A
bout two years ago, I went to my first vegan restaurant in the Bay. I was so excited to walk around Lake Merritt with my date, Kai, that I commuted one hour from the Mission and responded enthusiastically to her suggestion of lunch at Vegan Mob — even though I don’t like vegan food. Or I didn’t think I did, anyway.
It was my first time visiting Oakland, and its village charm and conspicuous Blackness made me feel happily nostalgic for my hometown back in Connecticut. By the time we approached the quaint lime-green building, I practically forgot we were going to a vegan restaurant. It helped, too, that Vegan Mob’s lineup of plant-based burgers and barbecue plates didn’t look like any other vegan food I’d seen. Reading the menu, I fantasized about the brisket and ribs from my favorite soul food restaurants.
Over plates of Impossible Burgers and candied yams, Kai and I joked around and recounted our childhoods. It was only after the meal, when she asked how I liked the vegan meat, that I began to consider the question. I was delighted but a little disoriented. I knew I had not eaten animal meat, but nothing about the meal felt vegan either. I appreciated the lightness of the mushroom burger patty, and just how tasty and everyday all of the food was.
Prior to this, my most salient experiences with vegan food were from the dinner parties my white, effective-altruist friend hosted during college. The tofu in the chickpea curry he cooked was always watery, and I pushed chunks of it around my bowl more than I ate it.

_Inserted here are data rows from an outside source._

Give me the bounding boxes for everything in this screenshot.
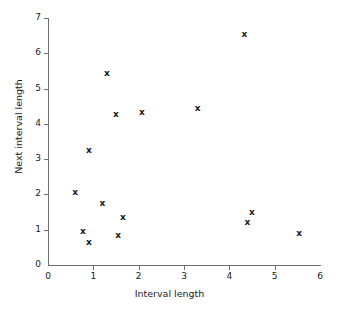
y-tick-mark — [44, 194, 48, 195]
y-tick-mark — [44, 159, 48, 160]
y-tick-label: 3 — [21, 154, 41, 163]
y-tick-label: 4 — [21, 119, 41, 128]
x-tick-mark — [229, 266, 230, 270]
scatter-plot-figure: 01234567 0123456 xxxxxxxxxxxxxxx Interva… — [0, 0, 339, 311]
data-point-marker: x — [241, 30, 247, 39]
data-point-marker: x — [139, 108, 145, 117]
data-point-marker: x — [245, 217, 251, 226]
x-tick-label: 4 — [219, 272, 239, 281]
x-tick-label: 0 — [38, 272, 58, 281]
data-point-marker: x — [296, 228, 302, 237]
data-point-marker: x — [86, 146, 92, 155]
data-point-marker: x — [99, 199, 105, 208]
y-tick-label: 5 — [21, 84, 41, 93]
data-point-marker: x — [120, 213, 126, 222]
data-point-marker: x — [113, 109, 119, 118]
x-tick-label: 6 — [310, 272, 330, 281]
y-tick-label: 2 — [21, 189, 41, 198]
x-tick-label: 1 — [83, 272, 103, 281]
data-point-marker: x — [80, 227, 86, 236]
data-point-marker: x — [195, 103, 201, 112]
y-tick-mark — [44, 89, 48, 90]
y-tick-mark — [44, 53, 48, 54]
y-axis-title: Next interval length — [13, 47, 24, 207]
y-tick-mark — [44, 124, 48, 125]
y-tick-label: 0 — [21, 260, 41, 269]
y-axis-line — [48, 18, 49, 266]
x-tick-mark — [139, 266, 140, 270]
plot-area: 01234567 0123456 xxxxxxxxxxxxxxx — [48, 18, 320, 265]
data-point-marker: x — [115, 231, 121, 240]
data-point-marker: x — [86, 238, 92, 247]
y-tick-label: 6 — [21, 48, 41, 57]
y-tick-label: 7 — [21, 13, 41, 22]
x-tick-label: 5 — [265, 272, 285, 281]
x-tick-label: 3 — [174, 272, 194, 281]
y-tick-mark — [44, 230, 48, 231]
data-point-marker: x — [104, 68, 110, 77]
data-point-marker: x — [249, 208, 255, 217]
data-point-marker: x — [72, 187, 78, 196]
x-tick-label: 2 — [129, 272, 149, 281]
y-tick-label: 1 — [21, 225, 41, 234]
x-tick-mark — [93, 266, 94, 270]
x-tick-mark — [184, 266, 185, 270]
y-tick-mark — [44, 18, 48, 19]
x-tick-mark — [275, 266, 276, 270]
x-axis-title: Interval length — [0, 288, 339, 299]
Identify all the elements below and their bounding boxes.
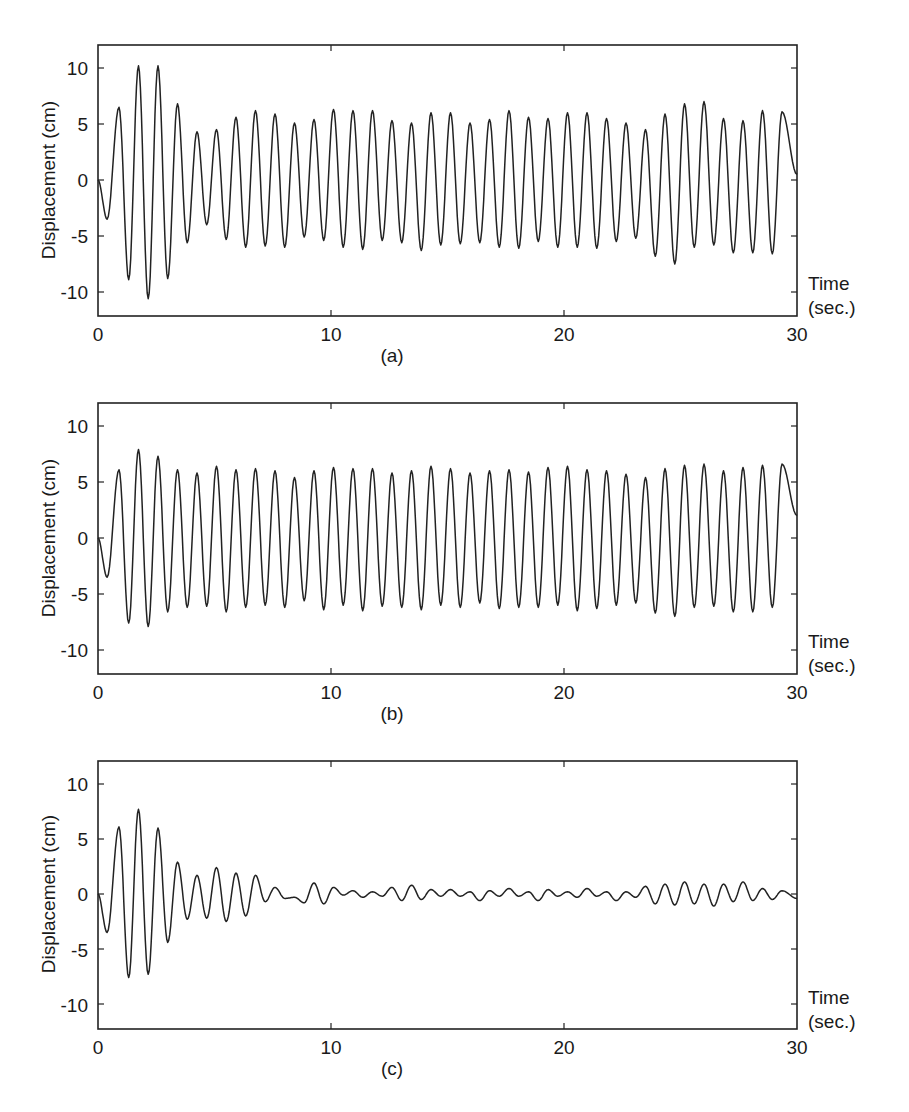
- x-axis-label-line2: (sec.): [808, 297, 856, 318]
- x-axis-label-line1: Time: [808, 273, 850, 294]
- y-tick-label: -5: [71, 940, 88, 961]
- panel-caption: (c): [381, 1058, 403, 1079]
- y-tick-label: -10: [61, 282, 88, 303]
- panel-a: Displacement (cm) 10 5 0 -5 -10 0 10 20 …: [38, 45, 856, 366]
- panel-c: Displacement (cm) 10 5 0 -5 -10 0 10 20 …: [38, 761, 856, 1079]
- x-axis-label-line1: Time: [808, 631, 850, 652]
- x-axis-label-line1: Time: [808, 987, 850, 1008]
- y-tick-label: 0: [77, 528, 88, 549]
- x-tick-label: 10: [320, 1037, 341, 1058]
- x-tick-label: 10: [320, 682, 341, 703]
- plot-frame: [98, 403, 797, 674]
- y-axis-label: Displacement (cm): [38, 815, 59, 973]
- x-tick-label: 30: [786, 324, 807, 345]
- plot-frame: [98, 45, 797, 316]
- x-tick-label: 10: [320, 324, 341, 345]
- panel-caption: (b): [380, 703, 403, 724]
- displacement-curve: [98, 450, 797, 627]
- x-tick-label: 20: [553, 682, 574, 703]
- x-tick-label: 0: [93, 682, 104, 703]
- displacement-curve: [98, 809, 797, 977]
- x-tick-label: 0: [93, 1037, 104, 1058]
- plot-frame: [98, 761, 797, 1029]
- y-tick-label: 0: [77, 170, 88, 191]
- y-tick-label: -10: [61, 640, 88, 661]
- y-axis-label: Displacement (cm): [38, 459, 59, 617]
- x-tick-label: 20: [553, 1037, 574, 1058]
- y-tick-label: 5: [77, 472, 88, 493]
- y-tick-label: 5: [77, 829, 88, 850]
- y-tick-label: -5: [71, 226, 88, 247]
- x-tick-label: 30: [786, 682, 807, 703]
- y-tick-label: 5: [77, 114, 88, 135]
- y-tick-label: 10: [67, 774, 88, 795]
- axis-ticks: [98, 45, 797, 316]
- axis-ticks: [98, 761, 797, 1029]
- y-tick-label: -5: [71, 584, 88, 605]
- x-axis-label-line2: (sec.): [808, 655, 856, 676]
- figure: Displacement (cm) 10 5 0 -5 -10 0 10 20 …: [0, 0, 909, 1112]
- y-tick-label: -10: [61, 995, 88, 1016]
- x-axis-label-line2: (sec.): [808, 1011, 856, 1032]
- displacement-curve: [98, 66, 797, 299]
- panel-caption: (a): [380, 345, 403, 366]
- y-tick-label: 0: [77, 884, 88, 905]
- y-tick-label: 10: [67, 58, 88, 79]
- y-tick-label: 10: [67, 416, 88, 437]
- x-tick-label: 0: [93, 324, 104, 345]
- panel-b: Displacement (cm) 10 5 0 -5 -10 0 10 20 …: [38, 403, 856, 724]
- x-tick-label: 20: [553, 324, 574, 345]
- axis-ticks: [98, 403, 797, 674]
- x-tick-label: 30: [786, 1037, 807, 1058]
- y-axis-label: Displacement (cm): [38, 101, 59, 259]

Most of our mealtime conversations were about the self-sacrifice needed to create a more environmentally, racially and morally just world.
Like a good kid forcing himself to swallow his broccoli, I endured those meals because I believed the discipline was healthy and the discussions were thought provoking — not because the food actually tasted good. I saw veganism as a form of liberal asceticism, where taste and pleasure were less important than the morality of one’s diet. That all the vegans I knew were ardently political, and that the few restaurants they brought me to were absent of spice, supported this viewpoint.